The mother of one of my girlfriend chums w...

The mother of one of my girlfriend chums was Hattie Parsons Page. Hattie was a non-conformist who homesteaded in Oklahoma as a young single woman. By coincidence, the adjoining homestead was owned by a bachelor.

John Page seemed generations older than Hattie. He was a soft spoken, easygoing man. Hattie married him, and they had three children -- two boys and a girl, Catherine, who was my age. Several years later, they moved to our community. So slow moving was John that neighbors said, “Page’s corn sprouts before he gets his team of horses to the end of the row.”

I now know that part of the reason for my friendship with Catherine was to be closer to Hattie. I admired Hattie’s style of “do your own thing” and was proud that she entered the University of Missouri’s School of Journalism at the advanced age of 38 years. Other students stared at her on campus. Hattie didn’t care.

Her early education was at a girls school in Liberty in the 1800s. She told of trimming her own lamp wicks and filling the lamps with coal oil. She carried coal and tended the fire in a little stove in her dormitory room. The “facilities” were out back, reached by going down a “path to the bath.” She pumped water from a well, carried it to her room and heated it on the little stove. She then bathed from a pitcher and bowl.

The home on their farm was one of the earliest two-story brick buildings built in Boone County. The first owner, Tom Turner, brought slaves to help burn the bricks from clay dug on the land. Plaster was made from burning limestone rocks from the creek. Beautiful doors and other woodwork was fashioned from walnut trees from the woods.

Mom was Catherine’s music teacher, and Hattie hitched a little brown pony to an open buggy and drove about five miles to bring Catherine to her lesson. On their way home, they let me ride a mile and walk back home.

The Pages owned two Italian made violins, which had been purchased from an itinerant Italian peddler. After her youngest son’s death, Hattie gave me his violin. It had pictures on the back -- a mountain scene, a bouquet of flowers and a lovely young girl. They had been damaged by age and brittle varnish. I still treasure the violin and will see that it goes back to the Page family eventually.

Hattie was a fun person. Work didn’t get in the way of her making taffy for Catherine and me or taking us to the creek to swim or fish. On Pie Supper Night at the country school, the family invited me to come and stay all night. About 4 in the afternoon, I rode my new bike down the gravel road toward Catherine’s house. This less traveled road was clay mud, which balled up between the fenders and wheels. I got off and pushed and could hardly move the bike forward.

After it was pitch dark, I was still struggling through that mud! Soon, I heard a noise in the woods that sounded like something saying “O-u-u-ue.” It was a long way off, but getting closer. Was it an owl? A tramp? An animal?

None of the above! It was Hattie, dragging her feet through the mud in four buckle overshoes. She was calling “Su-u-u-ue!”

She looked mighty good to me at that moment. Hattie lifted the rear wheel out of the mud and carried it as I guided and pushed on the handlebars. We were a little late for the pie supper, and I was disappointed that Mr. Page bought my pie instead of a boy my age. Nevertheless, a great time was had by all.

Hattie Parson Page, next to my own parents, was a very important person who helped to shape my life. Perhaps it was her influence that caused me to choose MU’s School of Journalism after I graduated from high school.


EXERCISE: Every line of the material is to be transcribed verbatim, with images omitted.

INPUT:
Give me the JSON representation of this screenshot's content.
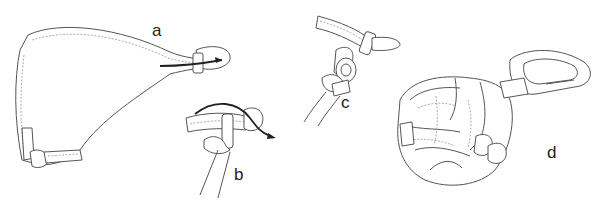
{
  "figure": {
    "panels": [
      {
        "id": "a",
        "label": "a",
        "x": 152,
        "y": 22
      },
      {
        "id": "b",
        "label": "b",
        "x": 234,
        "y": 166
      },
      {
        "id": "c",
        "label": "c",
        "x": 341,
        "y": 94
      },
      {
        "id": "d",
        "label": "d",
        "x": 547,
        "y": 144
      }
    ],
    "colors": {
      "line": "#555555",
      "arrow": "#222222",
      "background": "#ffffff"
    }
  }
}
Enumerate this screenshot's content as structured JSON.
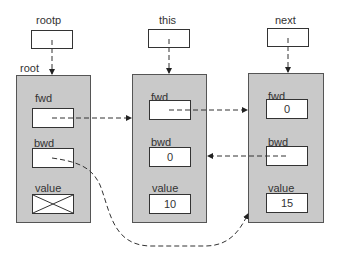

RESULT OF THIS TASK:
Give me the JSON representation of this screenshot's content.
{
  "figure": {
    "panels": [
      {
        "id": "a",
        "label": "a",
        "x": 152,
        "y": 22
      },
      {
        "id": "b",
        "label": "b",
        "x": 234,
        "y": 166
      },
      {
        "id": "c",
        "label": "c",
        "x": 341,
        "y": 94
      },
      {
        "id": "d",
        "label": "d",
        "x": 547,
        "y": 144
      }
    ],
    "colors": {
      "line": "#555555",
      "arrow": "#222222",
      "background": "#ffffff"
    }
  }
}
Enumerate this screenshot's content as structured JSON.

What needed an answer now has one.